For GEO (Generative Engine Optimization):

  • Cover your topic thoroughly, using semantic keyword analysis and semantically related keywords to show depth.
  • Keep your writing clear, helpful, and accurate, because generative systems favor content that looks trustworthy and easy to summarize.
  • Use examples and practical steps so AI systems can extract patterns and guidance, not just definitions.

NLP-friendly content uses simple language, short sentences, and natural phrasing similar to how real people speak and search. That aligns well with long-tail low competition keywords, which often mirror spoken queries. When your content matches those patterns, it is easier for both humans and algorithms to understand and reuse it.

For detailed checklists, you can study:


11. Create a Simple Content Plan and Track Results

After building your list of low competition keywords, turn it into a practical content plan. Start by prioritizing the best low competition keywords first: terms with clear intent, realistic competition, and reasonable search volume.

A simple plan could look like this:

  • Week 1–4: Publish articles around low competition blog keywords and low competition local keywords that have the weakest SERPs.
  • Week 5–8: Expand with supporting articles to build keyword clusters and strengthen internal linking.
  • Week 9–12: Analyze performance and double down on the topics that bring the most traffic or conversions.

To track your results, monitor rankings and organic traffic for your low competition search terms using tools like Google Search Console or a rank tracker. Watch for improvement in impressions, clicks, and average position.

When you see promising movement for certain keywords, you can refresh those articles by adding new examples, more semantically related keywords, or additional FAQs.

As some high volume low competition keywords start bringing traffic, build extra content around them to reinforce your relevance. Over time, this process of repeated low competition keyword research, content creation, and optimization creates a flywheel effect: the more you publish and refine, the more authority you gain and the easier it becomes to rank for new terms.

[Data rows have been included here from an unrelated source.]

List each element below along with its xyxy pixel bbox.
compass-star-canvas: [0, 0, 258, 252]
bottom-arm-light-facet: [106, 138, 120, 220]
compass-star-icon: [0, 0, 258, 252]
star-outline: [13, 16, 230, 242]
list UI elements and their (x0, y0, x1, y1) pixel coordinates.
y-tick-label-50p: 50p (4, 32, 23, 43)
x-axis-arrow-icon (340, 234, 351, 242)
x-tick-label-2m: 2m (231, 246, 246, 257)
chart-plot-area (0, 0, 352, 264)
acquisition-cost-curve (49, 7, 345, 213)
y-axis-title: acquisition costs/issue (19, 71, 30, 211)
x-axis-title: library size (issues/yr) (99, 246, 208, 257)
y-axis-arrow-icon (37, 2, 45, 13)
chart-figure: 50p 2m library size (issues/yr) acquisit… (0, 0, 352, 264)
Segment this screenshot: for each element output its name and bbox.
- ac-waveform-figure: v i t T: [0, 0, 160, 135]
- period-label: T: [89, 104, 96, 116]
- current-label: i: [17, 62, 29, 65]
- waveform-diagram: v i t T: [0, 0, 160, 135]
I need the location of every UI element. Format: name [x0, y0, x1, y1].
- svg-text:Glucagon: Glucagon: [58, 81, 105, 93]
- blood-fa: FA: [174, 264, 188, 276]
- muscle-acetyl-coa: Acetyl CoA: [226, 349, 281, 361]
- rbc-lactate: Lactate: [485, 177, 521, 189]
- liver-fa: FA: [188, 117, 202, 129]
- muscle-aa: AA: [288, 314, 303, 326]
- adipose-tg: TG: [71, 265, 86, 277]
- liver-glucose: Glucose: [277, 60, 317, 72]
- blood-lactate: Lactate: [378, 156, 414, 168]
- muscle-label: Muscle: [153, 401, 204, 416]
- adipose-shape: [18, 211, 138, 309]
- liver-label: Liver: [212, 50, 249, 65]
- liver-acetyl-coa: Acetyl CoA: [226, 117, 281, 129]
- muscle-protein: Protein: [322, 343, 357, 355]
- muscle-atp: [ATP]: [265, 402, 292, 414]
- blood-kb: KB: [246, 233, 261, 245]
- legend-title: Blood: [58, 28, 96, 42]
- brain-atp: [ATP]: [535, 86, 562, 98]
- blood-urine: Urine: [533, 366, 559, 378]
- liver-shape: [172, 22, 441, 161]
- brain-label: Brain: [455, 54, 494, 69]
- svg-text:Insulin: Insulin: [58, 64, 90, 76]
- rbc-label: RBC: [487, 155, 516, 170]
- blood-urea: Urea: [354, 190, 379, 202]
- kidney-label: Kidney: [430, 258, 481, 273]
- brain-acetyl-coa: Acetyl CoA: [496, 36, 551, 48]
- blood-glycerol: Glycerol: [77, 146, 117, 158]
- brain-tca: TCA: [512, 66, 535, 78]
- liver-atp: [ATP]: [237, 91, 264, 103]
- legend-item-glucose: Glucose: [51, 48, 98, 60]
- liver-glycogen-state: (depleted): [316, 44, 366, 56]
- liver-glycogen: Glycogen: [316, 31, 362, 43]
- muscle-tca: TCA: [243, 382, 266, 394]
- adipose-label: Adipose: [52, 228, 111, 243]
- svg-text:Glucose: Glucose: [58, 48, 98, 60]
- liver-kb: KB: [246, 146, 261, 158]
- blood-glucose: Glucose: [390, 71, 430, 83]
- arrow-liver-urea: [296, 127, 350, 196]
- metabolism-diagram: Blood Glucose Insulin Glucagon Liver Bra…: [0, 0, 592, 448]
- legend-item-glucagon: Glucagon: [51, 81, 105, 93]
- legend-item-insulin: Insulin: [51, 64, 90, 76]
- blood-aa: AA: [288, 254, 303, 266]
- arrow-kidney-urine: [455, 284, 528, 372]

For broader SEO trends and best practices in 2026, it is worth reading:

  • seoClarity – Keyword Research Insights SEOs Need in 2026
  • Yoast – SEO in 2026 predictions

12. FAQ: Low-Competition Keywords

1. What is a good keyword difficulty score for a new site?
For a new or low-authority site, it is usually best to focus on keywords with a low keyword difficulty score, often in the “easy” or “low competition” range in your chosen tool. These are the phrases where the top results are smaller sites with fewer backlinks and less optimized content, not large, established brands.

2. Are low-competition keywords always low volume?
Low-competition keywords are often lower or moderate volume, but not always. You can sometimes find high volume low competition keywords, especially in new topics or under-served niches. The goal is to balance volume, competition, and intent rather than chasing volume alone.

3. How many low competition keywords should I target per article?
Most articles should focus on one primary low competition keyword, supported by several related long-tail low competition keywords and semantically related keywords. Use these supporting phrases in subheadings and naturally in your paragraphs so the article feels comprehensive without keyword stuffing.

4. How long does it take to rank for low competition keywords?
There is no fixed timeline, but low competition organic keywords can sometimes begin ranking and bringing impressions within a few weeks once your content is indexed. As your domain gains authority, you will usually see faster and stronger results from new low competition blog keywords as well.

5. Do low competition local keywords help local businesses?
Yes. Low competition local keywords like “dentist in [city] open now,” “best plumber near [landmark],” or “cafe in [district] with wifi” can drive highly targeted local traffic. These terms combine strong intent with relatively low competition, making them ideal for local SEO, GEO, and AEO strategies.